Visualize presence/absence hourly data with ggplot

I have a health signal cell data that the server must receive every hour, after data manipulation and pivoting I would like to create a presence-absence data chart from it to be able to find spotty connections per id/date for troubleshooting later.

Here is my sample data after pivot_wider, if the server got a signal in each hour there is 1 and if no signal is received there is NA.

df <- tibble::tribble(
  ~id,        ~date,     ~n,   ~s, ~hour_1, ~hour_2, ~hour_3, ~hour_4, ~hour_5, ~hour_6, ~hour_7, ~hour_8, ~hour_9, ~hour_10, ~hour_11, ~hour_12, ~hour_13, ~hour_14, ~hour_15, ~hour_16, ~hour_17, ~hour_18, ~hour_19, ~hour_20, ~hour_21, ~hour_22, ~hour_23, ~hour_24,
   1L, "2022-07-26", "CELL", TRUE,      1L,      1L,      1L,      1L,      1L,      1L,      1L,      1L,      1L,       1L,       1L,       1L,       1L,       1L,       1L,       1L,       1L,       1L,       1L,       1L,       1L,       1L,       1L,       1L,
   2L, "2022-07-26", "CELL", TRUE,      1L,      NA,      NA,      NA,      NA,      NA,      NA,      NA,      1L,       1L,       1L,       1L,       1L,       NA,       NA,       1L,       1L,       1L,       1L,       NA,       NA,       1L,       1L,       NA,
   3L, "2022-07-26", "CELL", TRUE,      1L,      1L,      1L,      1L,      1L,      1L,      1L,      1L,      1L,       1L,       1L,       1L,       1L,       1L,       1L,       1L,       1L,       1L,       1L,       1L,       1L,       1L,       1L,       1L,
   4L, "2022-07-26", "CELL", TRUE,      1L,      1L,      1L,      1L,      1L,      1L,      1L,      1L,      1L,       1L,       1L,       1L,       1L,       1L,       1L,       1L,       1L,       1L,       1L,       1L,       1L,       1L,       1L,       1L,
   5L, "2022-07-26", "CELL", TRUE,      1L,      1L,      1L,      1L,      1L,      1L,      1L,      1L,      1L,       1L,       NA,       NA,       1L,       1L,       1L,       1L,       1L,       1L,       1L,       1L,       1L,       1L,       1L,       1L,
   6L, "2022-07-26", "CELL", TRUE,      1L,      1L,      1L,      1L,      1L,      1L,      1L,      1L,      1L,       1L,       1L,       1L,       1L,       1L,       NA,       NA,       NA,       NA,       NA,       1L,       1L,       1L,       1L,       1L
  )

The chart I have in my mind is something like this or similar to this, assume we filtered for specific date, id as a row and presence-absence for every hour with color/no color.

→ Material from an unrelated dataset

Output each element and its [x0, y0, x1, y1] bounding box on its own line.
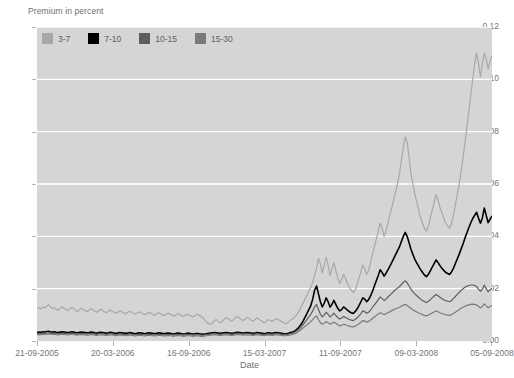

enter image description here

Upvotes: 1

Views: 289

Answers (2)

TarJae
TarJae

Reputation: 79204

Update:

Here is a version with removed text:

The significant pointer were Conditional formatting of multiple columns in gt table and How can I color the same value in the same color in the entire gt table in R? and change font color conditionally in multiple columns using gt()

library(dplyr)
library(tidyr)
library(gt)

text_color_1 <- function(x, Limit){cells_body(columns = !!sym(x), rows = !!sym(x) == 1)}
text_color_0 <- function(x, Limit){cells_body(columns = !!sym(x), rows = !!sym(x) == 0)}
names<- colnames(df[-c(1:4)])

df %>% 
  mutate(across(starts_with("hour"), ~replace_na(., 0))) %>% 
  select(-date, -n, -s) %>% 
  gt() %>% 
  data_color(
    columns = starts_with("hour"),
    colors = scales::col_numeric(
      palette = c("white", "green"),
      domain = c(0,1)
    )) %>% 
  tab_style(
    style = list(
      cell_borders(
        sides = c("top", "bottom"),
        color = "#C0C0C0",
        weight = px(2)
      ),
      cell_borders(
        sides = c("left", "right"),
        color = "#C0C0C0",
        weight = px(2)
      )
    ),
    locations = list(
      cells_body(
        columns = starts_with("hour")
      )
    )) %>% 
  tab_style(style = list(cell_text(color = "green"), cell_text(weight = "bold")),
            locations = lapply(names, text_color_1, Limit = sym(Limit))) %>% 
  tab_style(style = list(cell_text(color = "white"), cell_text(weight = "bold")),
            locations = lapply(names, text_color_0, Limit = sym(Limit))) 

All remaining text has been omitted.